How do you nurture your best talent?


A top priority for almost every business will be to retain and develop their best people. As well as the short term benefit of keeping hold of good performers, nurturing your best employees also allows you to shape the future leaders of your business, equipping them with all the necessary skills and experience to step seamlessly into senior roles in the future.


But how should you go about this? What should you prioritise in the development of ‘high potential’ employees? And if you’re a smaller company, how can you compete with the highly developed programmes offered by bigger competitors?

We believe there are three elements to developing your people to be the best they can be:


The first is technical skills - the depth of knowledge that provides the foundation to reaching good, informed decisions and ideas. These skills are industry and role specific - for example, thorough knowledge of family law, shift management, or logistics expertise.


The second is experience. There’s simply no substitute when it comes to building confidence and reinforcing knowledge with real-world scenarios.


The third element is personal skills. The ability to relate to others, inspire, lead, support and get stuff done.

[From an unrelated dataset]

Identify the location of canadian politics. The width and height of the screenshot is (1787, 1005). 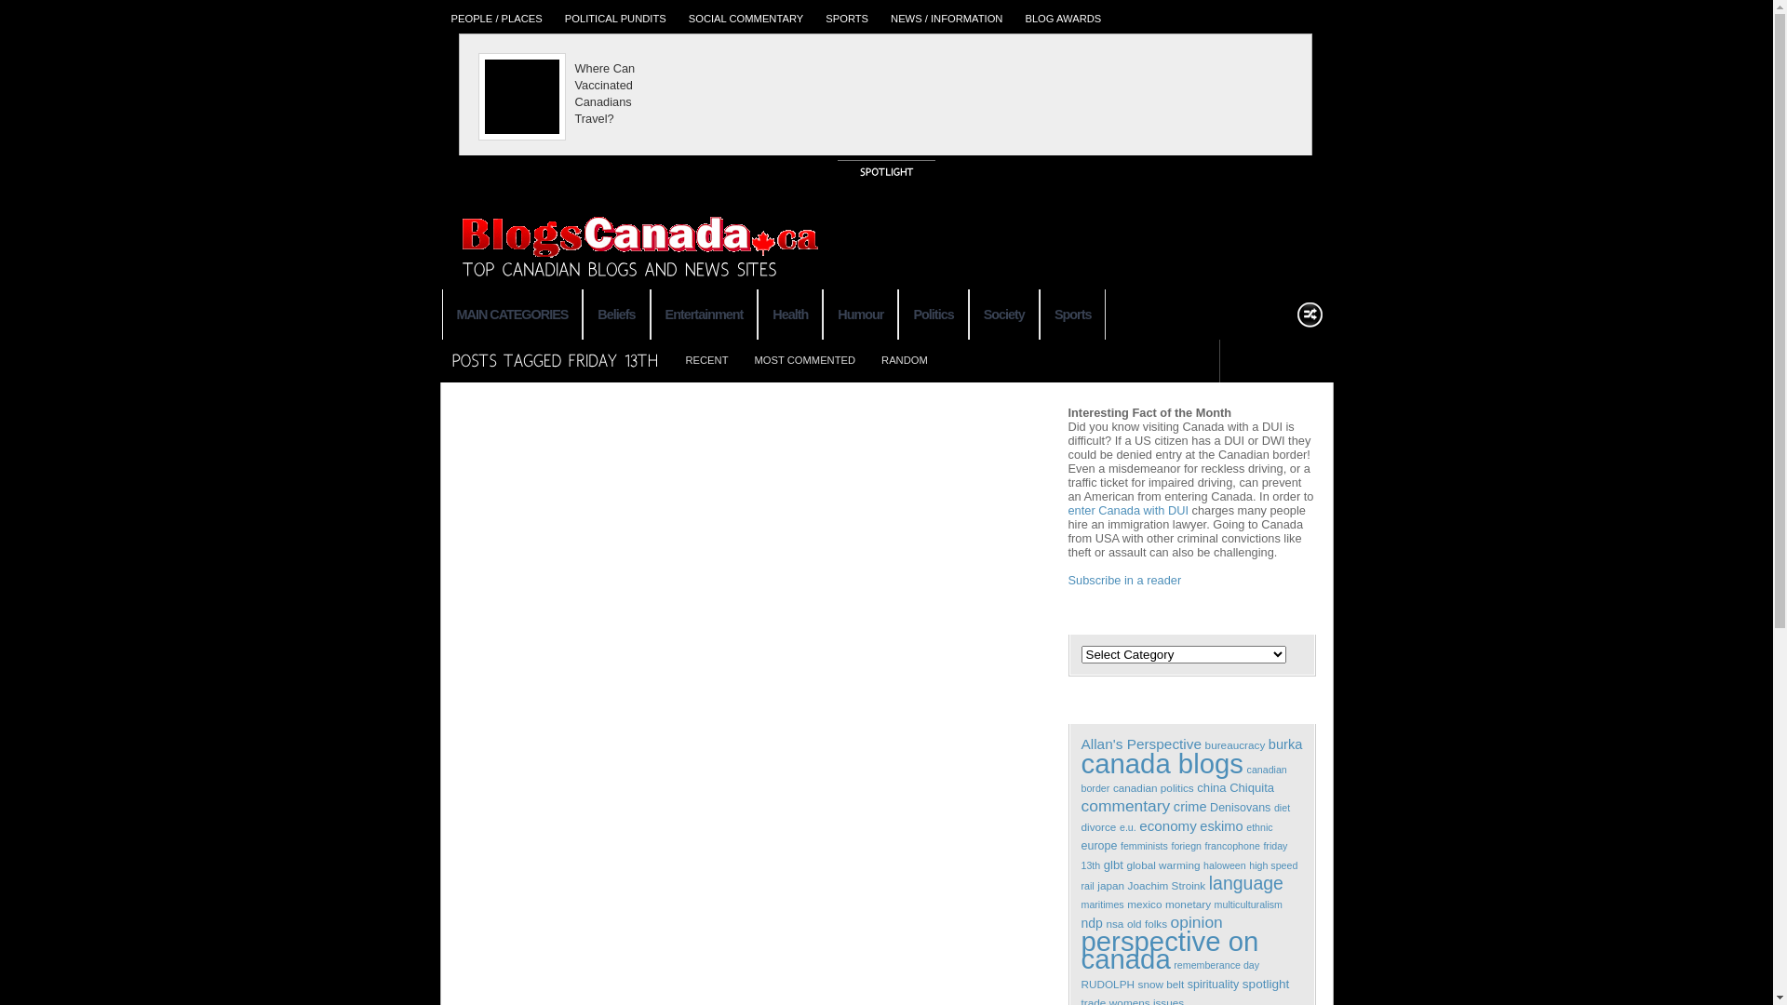
(1154, 788).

While the first two elements differ by job role, the third is universal. It’s also the most overlooked by many talent development programmes. We tend to assume people will pick up these skills in the course of their careers, but without specific training and development, this is a risky assumption. The result of this thinking can be seen in most businesses, in the shape of experienced and knowledgeable senior staff who have huge blind spots when it comes to leadership, building relationships, prioritising time and delivering on commitments.


This gap is where 4and20million direct our focus. Our 12 month Supercharging Talent programme delivers on the personal growth needed to complement technical skills and experience. These are the areas that we believe are both vital and neglected in the development of great talent:


Self awareness and empathy

Understanding your own character, your strengths and blind spots, and how to better relate to others is a vital step in guiding personal development and building positive relationships with others.


Positive mindset

A positive outlook unlocks greater creativity, productivity and purpose. But having a positive outlook is often mistakenly considered to be outside of our control. Developing a positive approach is hugely valuable in overcoming challenges and motivating others.


Focus

We’ve written before about the challenges of maintaining focus and productivity in the modern workplace - on average, we’re productive for less than two hours a day. Learning the techniques to be more focused leads to higher quality thinking and greater productivity.


Being more human

Many highly driven and ambitious employees fall into a trap of working ever-longer hours and taking on unsustainable workloads, leading to the current high rates of burnout and stress. Learning how to combine periods of intense focus with the need to recharge and reflect enables employees to become healthier and perform better.


Leadership

As many people will attest, being super smart and talented at your job does not make someone a great leader. With most senior roles relying on formal or informal leadership, it’s a complex skill that shouldn’t be left to chance.


Resilience

There is a lot of unmerited characterisation of Millennial and Gen Z ‘snowflakes’ that is unhelpful in characterising younger employees. It’s nevertheless true that resilience is a vital skill that - like those above - is often left to chance when developing the skills needed to navigate challenging situations and inevitable setbacks.


Presenting

Probably the most familiar and ‘traditional’ skill on this list, presenting remains a core skill to many roles - whether in the form of PowerPoint-style presentations or simply speaking to groups of people with the aim of educating, inspiring, convincing or selling. We’ve all seen enough bad presentations to know this is still an in-demand skill!


Delivery

Most leaders are comfortable with agreeing objectives and setting tasks. For many companies though, the bigger challenge is in getting stuff done - turning great plans and initiatives into hard results. Developing an action-orientated outlook is the difference between someone who has good ideas and someone who achieves great results.


If you don’t currently provide training and development for your people in these areas, or you’d like to hear how we can help, get in touch! We’d be happy to hear from you.